Brianna stepped back from him and a cry of realization and dismay escaped her. It was so evident, so very obvious, that she could not ask him to live a life of celibacy. And yet … she had wanted to believe that he was. It was right that he should seek out another; it was right, but it hurt with a wrenching agony. Before she knew it, she was speaking. “You go to another? But you know that—”
He crossed his arms over his chest, his lips twitching with irony and sadness as he interrupted her. “I know that your husband is ill; that you go home to care for him and nothing more. I—” He broke off, emotion flashing quickly through his eyes, as if he had come across some hidden knowledge. His voice was a little harsh, a little incredulous, as he spoke again. “That’s the way it’s always been, hasn’t it?”
“What do you mean?” She breathed uneasily, stepping away from him. “I—I don’t know what you’re talking about.”
He came to her. “You—and Robert. It’s never been a real marriage. You’ve never lived as man and wife.”
Furiously she ripped away from him. “We are man and wife!” she cried. “You know nothing—and I want you to stay away from me!” Dismay filled her voice. “He married me—I am his wife! Go where you will!”
She stared at him tumultuously for a moment, let out a little cry, then shoved at his chest and raced past him.
Returning—to Robert.
Sloan stared after her for a long while. At length he turned and walked down the street. He headed for the wharf and spent the night staring out to sea.

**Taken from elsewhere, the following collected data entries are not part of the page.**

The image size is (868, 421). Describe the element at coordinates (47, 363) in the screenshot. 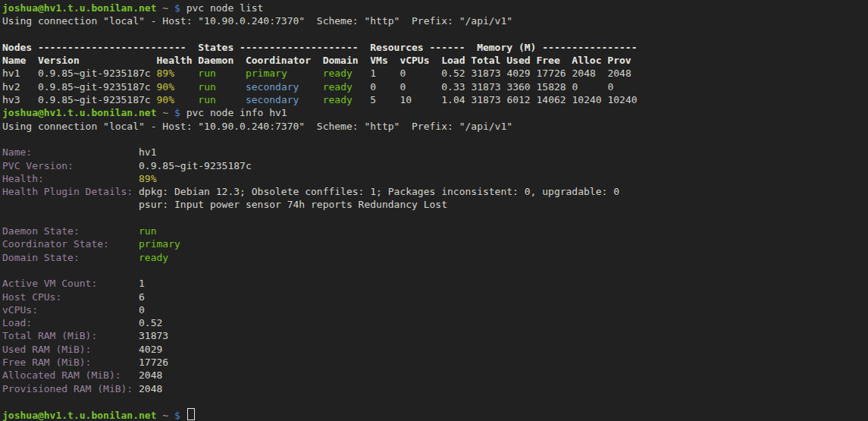

I see `info-label: Free RAM (MiB):` at that location.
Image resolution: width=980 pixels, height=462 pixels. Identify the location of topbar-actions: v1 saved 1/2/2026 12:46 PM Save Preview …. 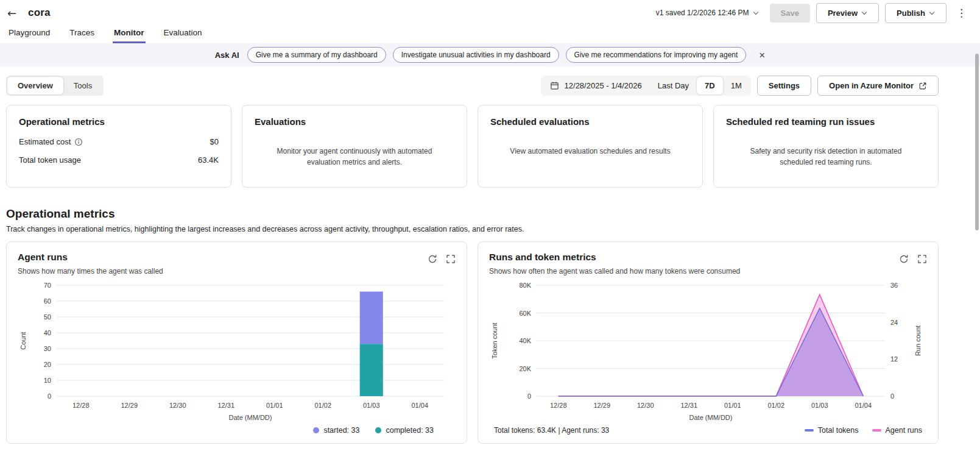
(813, 13).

The special court of oyer and terminer met for the third time on August fifth. Sloan did not go to the trials, but Rikky kept him informed. Paddy had brought the Sea Hawk up to Salem, and Sloan was busy conferring with him and trying to find a doctor to take aboard to care for Robert Powell. There was nothing he could do at the trial; nor, for that matter, had there been anything
Rikky could do. Lord Turnberry was well acquainted with Chief Justice William Stoughton—a man as hard as nails, as strictly puritanical as was possible to be and determined to cast his rising political star into the hands of the majority clamoring to see that the devil’s disciples met the hangman.
Rikky returned from the affair very subdued.
“John Proctor was condemned today. His wife is spared because she pleads her belly.” He grimaced bitterly. “An unborn child cannot be condemned—even if he is the child of a ‘proven’ wizard and a ‘proven’ witch.” He continued. “I saw Proctor after the trial. He is still fighting mad and he asked to see me because he thought, as I was a lord, that I might have control somewhere. He told me that two of the boys who ‘confessed’ and gave evidence against him had been tortured into their confessions—tied head to heels in horrible contortions.” He paused. “I had time to voice an objection with Stoughton, but it seems the man is deaf. The town has gone insane, with crazy things being said—witches’ sabbaths, rides through the night on poles, devil’s rites! What has come over these people? They join their accusers in pure lunacy!”
Sloan was silent for a moment, his thoughts on Robert Powell with an understanding he wished he did not have. Powell refused to add to the very lunacy of which Rikky spoke. And because of it—if he were ever brought to trial—he would hang.
Sloan restlessly paced the room while Rikky looked on. “I’m ready to sail,” he told Rikky. He hesitated briefly. He had not gone near either of the Powells since the night Brianna had run from him.
“When is the execution to be?”
“August nineteenth.”
“Go to Robert Powell for me, Rikky. Don’t even talk to Brianna—see him. Tell him that the noose grows tighter, that we must leave before matters get worse. Perhaps the night of the hanging will be best. There will be many sickened by the sight, determined to keep quiet, even if we should be caught upon the streets.”